June 2, 2025
Happy Birthday, Barbara Pym

It was 12 years ago today that I baked a Victoria sponge cake in honour of Barbara Pym’s centenary, and also because I was almost 42 weeks pregnant and had time on my hands. I went into labour shortly thereafter, which would have made for a better story had my labour not subsequently stalled with my baby born three days later by c-section instead of the home birth we’d planned with a shared birthday with the extraordinary Miss Pym. But Pym having a day of her own is most fitting, in retrospect, and I’m rereading all her novels this year just to be reminded of this (before my own Barbara Pym-inspired novel is published early next year!). This weekend I reread Jane & Prudence, her third novel, which received mixed reviews upon publication in 1953, and as I was reading the first two thirds, I was all set to explain how this was a second-rate Pym novel (her characters are a little too silly, it’s a reworking of a novel she’d written in the 1930s and perhaps less fresh for that, the set-up is artificial) but then at some point the novel won over entirely and I loved it as much as I loved everything Pym wrote. It’s an Emma-aware story of matchmaking gone awry, so-called matchmaker in question Jane, an unconventional vicar’s wife (she’s got an Oxford degree and no affinity for domestic tasks), who tries to arrange a relationship between her former student, 29-year-old Prudence, and her new neighbour in the village she and her husband have just moved to, the perhaps dastardly widower Fabian Driver. But then fate has other plans. Jane & Prudence is not the place to start with Pym, but the novel is not to be missed either.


Exercise details:
Word for word, write out all of the data below.

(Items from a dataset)
----

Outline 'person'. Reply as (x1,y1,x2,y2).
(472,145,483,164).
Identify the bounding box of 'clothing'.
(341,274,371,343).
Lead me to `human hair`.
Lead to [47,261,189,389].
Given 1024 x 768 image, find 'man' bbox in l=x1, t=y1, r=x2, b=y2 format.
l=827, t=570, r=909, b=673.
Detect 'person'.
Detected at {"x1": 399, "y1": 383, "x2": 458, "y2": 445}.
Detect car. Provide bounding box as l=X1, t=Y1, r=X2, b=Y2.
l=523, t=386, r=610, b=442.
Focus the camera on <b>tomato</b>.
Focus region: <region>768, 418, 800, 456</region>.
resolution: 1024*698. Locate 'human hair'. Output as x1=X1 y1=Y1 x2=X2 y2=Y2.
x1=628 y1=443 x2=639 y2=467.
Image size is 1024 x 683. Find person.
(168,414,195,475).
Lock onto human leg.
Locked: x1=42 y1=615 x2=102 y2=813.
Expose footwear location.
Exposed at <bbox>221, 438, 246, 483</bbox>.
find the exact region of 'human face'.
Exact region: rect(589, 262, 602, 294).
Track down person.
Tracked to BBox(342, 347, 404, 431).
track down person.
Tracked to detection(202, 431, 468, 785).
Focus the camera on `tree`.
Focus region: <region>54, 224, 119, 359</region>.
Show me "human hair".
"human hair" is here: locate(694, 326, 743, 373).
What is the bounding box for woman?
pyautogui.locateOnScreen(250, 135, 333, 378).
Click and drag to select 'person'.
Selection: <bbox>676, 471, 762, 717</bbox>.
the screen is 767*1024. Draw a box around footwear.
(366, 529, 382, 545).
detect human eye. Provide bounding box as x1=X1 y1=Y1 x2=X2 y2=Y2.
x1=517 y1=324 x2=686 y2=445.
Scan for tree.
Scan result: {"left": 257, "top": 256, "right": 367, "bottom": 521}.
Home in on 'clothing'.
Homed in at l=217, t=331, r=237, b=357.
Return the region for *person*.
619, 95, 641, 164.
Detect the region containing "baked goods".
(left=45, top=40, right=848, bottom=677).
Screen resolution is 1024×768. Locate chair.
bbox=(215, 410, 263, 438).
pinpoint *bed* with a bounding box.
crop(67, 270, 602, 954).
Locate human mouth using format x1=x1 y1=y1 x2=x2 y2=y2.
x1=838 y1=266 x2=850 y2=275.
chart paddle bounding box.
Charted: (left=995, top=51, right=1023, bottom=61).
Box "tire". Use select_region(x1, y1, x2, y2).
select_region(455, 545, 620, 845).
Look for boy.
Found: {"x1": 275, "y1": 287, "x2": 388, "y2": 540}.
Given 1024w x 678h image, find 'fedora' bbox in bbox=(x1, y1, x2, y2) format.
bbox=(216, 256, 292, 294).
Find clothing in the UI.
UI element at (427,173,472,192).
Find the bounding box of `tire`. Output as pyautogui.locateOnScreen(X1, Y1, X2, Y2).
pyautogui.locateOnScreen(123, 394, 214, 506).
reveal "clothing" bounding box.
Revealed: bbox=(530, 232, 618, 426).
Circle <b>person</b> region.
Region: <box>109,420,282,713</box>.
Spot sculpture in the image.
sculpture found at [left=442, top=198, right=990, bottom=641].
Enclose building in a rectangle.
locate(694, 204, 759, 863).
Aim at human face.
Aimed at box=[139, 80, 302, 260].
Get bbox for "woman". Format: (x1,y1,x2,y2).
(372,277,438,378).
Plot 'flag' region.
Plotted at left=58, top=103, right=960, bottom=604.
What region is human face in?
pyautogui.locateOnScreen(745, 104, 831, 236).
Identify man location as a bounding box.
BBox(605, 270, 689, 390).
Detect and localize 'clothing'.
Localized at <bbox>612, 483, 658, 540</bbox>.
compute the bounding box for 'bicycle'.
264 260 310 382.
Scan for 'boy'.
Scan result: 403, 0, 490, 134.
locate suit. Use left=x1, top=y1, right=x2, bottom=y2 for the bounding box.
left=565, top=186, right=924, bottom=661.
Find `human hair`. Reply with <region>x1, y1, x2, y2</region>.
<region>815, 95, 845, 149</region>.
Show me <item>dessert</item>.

----

Output for this task:
Outline 'person'. Reply as (x1,y1,x2,y2).
(472,145,483,164).
Identify the bounding box of 'clothing'.
(341,274,371,343).
Lead me to `human hair`.
Lead to [47,261,189,389].
Given 1024 x 768 image, find 'man' bbox in l=x1, t=y1, r=x2, b=y2 format.
l=827, t=570, r=909, b=673.
Detect 'person'.
Detected at {"x1": 399, "y1": 383, "x2": 458, "y2": 445}.
Detect car. Provide bounding box as l=X1, t=Y1, r=X2, b=Y2.
l=523, t=386, r=610, b=442.
Focus the camera on <b>tomato</b>.
Focus region: <region>768, 418, 800, 456</region>.
resolution: 1024*698. Locate 'human hair'. Output as x1=X1 y1=Y1 x2=X2 y2=Y2.
x1=628 y1=443 x2=639 y2=467.
Image size is 1024 x 683. Find person.
(168,414,195,475).
Lock onto human leg.
Locked: x1=42 y1=615 x2=102 y2=813.
Expose footwear location.
Exposed at <bbox>221, 438, 246, 483</bbox>.
find the exact region of 'human face'.
Exact region: rect(589, 262, 602, 294).
Track down person.
Tracked to BBox(342, 347, 404, 431).
track down person.
Tracked to detection(202, 431, 468, 785).
Focus the camera on `tree`.
Focus region: <region>54, 224, 119, 359</region>.
Show me "human hair".
"human hair" is here: locate(694, 326, 743, 373).
What is the bounding box for woman?
pyautogui.locateOnScreen(250, 135, 333, 378).
Click and drag to select 'person'.
Selection: <bbox>676, 471, 762, 717</bbox>.
the screen is 767*1024. Draw a box around footwear.
(366, 529, 382, 545).
detect human eye. Provide bounding box as x1=X1 y1=Y1 x2=X2 y2=Y2.
x1=517 y1=324 x2=686 y2=445.
Scan for tree.
Scan result: {"left": 257, "top": 256, "right": 367, "bottom": 521}.
Home in on 'clothing'.
Homed in at l=217, t=331, r=237, b=357.
Return the region for *person*.
619, 95, 641, 164.
Detect the region containing "baked goods".
(left=45, top=40, right=848, bottom=677).
Screen resolution is 1024×768. Locate chair.
bbox=(215, 410, 263, 438).
pinpoint *bed* with a bounding box.
crop(67, 270, 602, 954).
Locate human mouth using format x1=x1 y1=y1 x2=x2 y2=y2.
x1=838 y1=266 x2=850 y2=275.
chart paddle bounding box.
Charted: (left=995, top=51, right=1023, bottom=61).
Box "tire". Use select_region(x1, y1, x2, y2).
select_region(455, 545, 620, 845).
Look for boy.
Found: {"x1": 275, "y1": 287, "x2": 388, "y2": 540}.
Given 1024w x 678h image, find 'fedora' bbox in bbox=(x1, y1, x2, y2) format.
bbox=(216, 256, 292, 294).
Find clothing in the UI.
UI element at (427,173,472,192).
Find the bounding box of `tire`. Output as pyautogui.locateOnScreen(X1, Y1, X2, Y2).
pyautogui.locateOnScreen(123, 394, 214, 506).
reveal "clothing" bounding box.
Revealed: bbox=(530, 232, 618, 426).
Circle <b>person</b> region.
Region: <box>109,420,282,713</box>.
Spot sculpture in the image.
sculpture found at [left=442, top=198, right=990, bottom=641].
Enclose building in a rectangle.
locate(694, 204, 759, 863).
Aim at human face.
Aimed at box=[139, 80, 302, 260].
Get bbox for "woman". Format: (x1,y1,x2,y2).
(372,277,438,378).
Plot 'flag' region.
Plotted at left=58, top=103, right=960, bottom=604.
What region is human face in?
pyautogui.locateOnScreen(745, 104, 831, 236).
Identify man location as a bounding box.
BBox(605, 270, 689, 390).
Detect and localize 'clothing'.
Localized at <bbox>612, 483, 658, 540</bbox>.
compute the bounding box for 'bicycle'.
264 260 310 382.
Scan for 'boy'.
Scan result: 403, 0, 490, 134.
locate suit. Use left=x1, top=y1, right=x2, bottom=y2 for the bounding box.
left=565, top=186, right=924, bottom=661.
Find `human hair`. Reply with <region>x1, y1, x2, y2</region>.
<region>815, 95, 845, 149</region>.
Show me <item>dessert</item>.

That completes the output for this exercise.